Bohemian Rhapsody
It is a song by the British rock band Queen. It was created by Freddie Mercury for the band's 1975 album A Night at the Opera. This song is a 6-minute suite, known for its absence of a chorus, and consists of several parts: prelude, ballad segment, opera segment, hard rock part, and reflex epilogue. Bohemian Rhapsody is one of the few. Songs that originated in the avant-garde rock movement in the 1970s have achieved widespread commercial success and attracted the general public.
It topped the UK singles chart for nine weeks and had sold over 1 million copies by the end of January 1976. In 1991, after Mercury's death, it topped the chart for five consecutive weeks, eventually becoming third on the UK Singles Chart.

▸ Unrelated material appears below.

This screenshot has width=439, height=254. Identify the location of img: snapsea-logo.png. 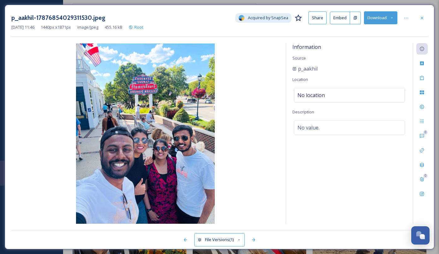
(242, 18).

UNITED KINGDOM. I've been selling singles. This is also the only song by the same artist to have won first place twice over Christmas in the UK. It also tops the list in countries like Canada, Australia, New Zealand, Ireland, and the Netherlands, and has sold more than 6 million copies worldwide.
In the United States, this song reached number 9 in 1976, but after being used in the movie "Wayne's World" (1992), it reached a new peak of number 2 on the Billboard Top 100 singles chart. In 2018, the release of the queen's biopic "Bohemian Rhapsody" brought the song back in popularity and achieved worldwide success. In March 2021, it received Diamond certification in the United States, and its total digital sales and streaming media sales are equivalent to 10 million units.